REUTERS - Italian police shot
dead the man believed to be responsible for this week's Berlin Christmas market
truck attack, killing him after he pulled a gun on them during
a routine check
in the early hours of Friday.
The suspect -
24-year-old Tunisian Anis Amri - traveled to Italy from France, triggering a
spate of criticism from euroskeptics over Europe's open-border Schengen pact.
A police chief said
his men had no idea they might be dealing with Amri when they approached him at
around 3 a.m. (2200 EDT) outside a station in Sesto San Giovanni, a suburb of
the northern city of Milan.
Amri is suspected of
driving a truck that smashed through a Berlin market on Monday killing 12
people, and security forces across Europe have been trying to track him down.
The truck mowed
through a crowd of people and bulldozed wooden huts selling Christmas gifts and
snacks beside a famous church in west Berlin.
Militant group Islamic
State acknowledged Amri's death and his suspected role in the German attack -
for which it has claimed responsibility - through its Amaq news agency.
"The executor
of the Berlin attacks carries out another attack on Italian police in Milan and
is killed in a shoot-out," it said.
Milan police chief
Antonio De Iesu told reporters that Amri had arrived in Milan's main railway
station from France at around 1 a.m. and had then traveled to Sesto San
Giovanni, where two young policemen approached him because he looked
suspicious.
"We had no
intelligence that he could be in Milan," De Iesu said. "They had no
perception that it could be him otherwise they would have been much more
cautious."
He failed to produce
any identification so the police requested he empty his pockets and his small
backpack. He pulled a loaded gun from his bag and shot at one of the men,
lightly wounding him in the shoulder.
Amri then hid behind
a nearby car but the other police officer managed to shoot him once or twice,
killing him on the spot. Amri was identified by his finger prints.
ITALIAN JAIL
De Iesu said that
besides the gun, Amri had been carrying a small pocket knife. He also had a few
hundred euros on him but no cell phone. Amri once spent four years in jail in
Italy and police were trying to work out if he knew someone in Sesto.
A judicial source
had earlier told Reuters that police had a tip off that Amri might be in the
Milan area and that additional patrols had been sent out to look for him. De
Iesu denied that, saying only that the authorities had recently ordered tighter
security and more identification checks across the country.
"The two
policemen simply decided to check up on a foreigner," De Iesu said.
Leading euroskeptics
were quick to blame the Schengen open pact for allowing the fugitive to travel
easily.
"This escapade
in at least two or three countries is symptomatic of the total security
catastrophe that is the Schengen agreement," said Marine Le Pen, who leads
France's far-right, anti-immigrant National Front party and is running for
president.
"I reiterate my
pledge to give back France full control of its sovereignty, its national
borders and to put an end to the consequences of the Schengen agreement,"
she said.
Amri had been caught
on camera by German police on a regular stake-out at a mosque in Berlin's
Moabit district early on Tuesday, Germany's rbb public broadcaster reported.

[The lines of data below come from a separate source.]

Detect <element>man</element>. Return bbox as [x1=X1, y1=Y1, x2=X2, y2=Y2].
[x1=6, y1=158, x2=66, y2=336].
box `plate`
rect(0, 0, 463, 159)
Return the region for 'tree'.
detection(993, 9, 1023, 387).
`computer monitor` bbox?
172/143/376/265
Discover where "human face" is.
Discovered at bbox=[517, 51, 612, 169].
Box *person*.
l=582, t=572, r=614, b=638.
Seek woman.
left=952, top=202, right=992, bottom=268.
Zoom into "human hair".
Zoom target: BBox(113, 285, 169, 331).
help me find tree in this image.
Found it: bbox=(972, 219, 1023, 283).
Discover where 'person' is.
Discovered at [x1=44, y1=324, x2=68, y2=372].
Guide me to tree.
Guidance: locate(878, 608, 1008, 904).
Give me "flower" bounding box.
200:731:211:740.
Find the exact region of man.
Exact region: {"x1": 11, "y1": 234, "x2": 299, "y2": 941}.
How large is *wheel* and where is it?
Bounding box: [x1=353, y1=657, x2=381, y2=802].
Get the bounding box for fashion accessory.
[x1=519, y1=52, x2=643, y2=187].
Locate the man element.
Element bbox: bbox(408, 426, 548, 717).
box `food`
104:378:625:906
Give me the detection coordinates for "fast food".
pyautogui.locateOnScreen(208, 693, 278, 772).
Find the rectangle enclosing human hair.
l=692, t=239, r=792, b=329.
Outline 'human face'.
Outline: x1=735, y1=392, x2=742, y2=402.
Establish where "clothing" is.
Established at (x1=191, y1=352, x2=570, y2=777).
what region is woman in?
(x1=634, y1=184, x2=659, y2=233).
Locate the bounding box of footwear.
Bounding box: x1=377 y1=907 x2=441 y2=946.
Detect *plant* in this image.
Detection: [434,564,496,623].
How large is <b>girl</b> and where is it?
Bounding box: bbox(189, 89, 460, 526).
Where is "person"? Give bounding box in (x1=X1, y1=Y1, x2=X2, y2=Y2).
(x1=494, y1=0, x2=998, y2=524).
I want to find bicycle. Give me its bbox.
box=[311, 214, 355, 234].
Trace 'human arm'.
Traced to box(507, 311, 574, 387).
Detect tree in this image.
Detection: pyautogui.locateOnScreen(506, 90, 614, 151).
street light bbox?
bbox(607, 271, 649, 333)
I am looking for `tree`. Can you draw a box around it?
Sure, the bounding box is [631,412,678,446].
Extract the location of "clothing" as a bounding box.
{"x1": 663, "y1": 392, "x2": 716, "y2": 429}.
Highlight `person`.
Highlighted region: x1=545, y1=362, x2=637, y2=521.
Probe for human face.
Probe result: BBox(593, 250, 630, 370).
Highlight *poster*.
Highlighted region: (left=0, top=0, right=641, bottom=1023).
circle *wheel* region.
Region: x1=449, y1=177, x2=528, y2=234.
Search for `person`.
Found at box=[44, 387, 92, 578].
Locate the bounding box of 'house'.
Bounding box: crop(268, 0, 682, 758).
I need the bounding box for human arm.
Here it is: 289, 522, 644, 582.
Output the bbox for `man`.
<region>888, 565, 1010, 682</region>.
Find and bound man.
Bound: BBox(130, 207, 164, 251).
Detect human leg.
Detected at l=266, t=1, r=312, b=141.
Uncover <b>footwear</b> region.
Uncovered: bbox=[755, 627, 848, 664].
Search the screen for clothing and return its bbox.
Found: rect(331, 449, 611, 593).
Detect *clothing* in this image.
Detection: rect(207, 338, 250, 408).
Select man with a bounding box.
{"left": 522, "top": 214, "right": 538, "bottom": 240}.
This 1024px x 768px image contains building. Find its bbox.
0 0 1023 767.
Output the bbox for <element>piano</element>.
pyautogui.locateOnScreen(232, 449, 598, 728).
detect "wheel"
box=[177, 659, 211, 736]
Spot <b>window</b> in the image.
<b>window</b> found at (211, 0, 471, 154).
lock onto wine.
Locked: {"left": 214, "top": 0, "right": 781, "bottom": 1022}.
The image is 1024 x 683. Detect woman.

His movements thereafter are not clear.
He had originally
come to Europe in 2011, reaching the Italian island of Lampedusa by boat. He
told authorities he was a minor, though documents now indicate he was not, and
he was transferred to Catania, Sicily, where he was enrolled in school.
Just months later he
was arrested by police after he attempted to set fire to the school, a senior
police source said. He was later convicted of vandalism, threats, and theft.
He spent almost four
years in Italian prisons before being ordered out of the country after Tunisia
refused to accept him back because he did not have I.D. papers linking him to
the north African country.
He moved to Germany
and applied for asylum there, but this was rejected after he was identified by
security agencies as a potential threat. Once again he could not be deported
because of a lack of identification documentation.
A spokeswoman for
Angela Merkel said the German Chancellor will discuss the deportation of
rejected asylum applicants during a phone conversation with Tunisian President
Beji Caid Essebsi.
The Berlin attack
has put Europe on high alert over the Christmas period.
In the early hours
of Friday morning, German special forces arrested two men suspected of planning
an attack on a shopping mall in the city of OberhausenIn in the western state
of North Rhine-Westphalia.
The men - two
brothers from Kosovo, aged 28 and 31 - were arrested in the city of Duisburg on
information from security sources, police said.
A police spokesman
said there was no connection between the Duisburg arrests and the Amri case.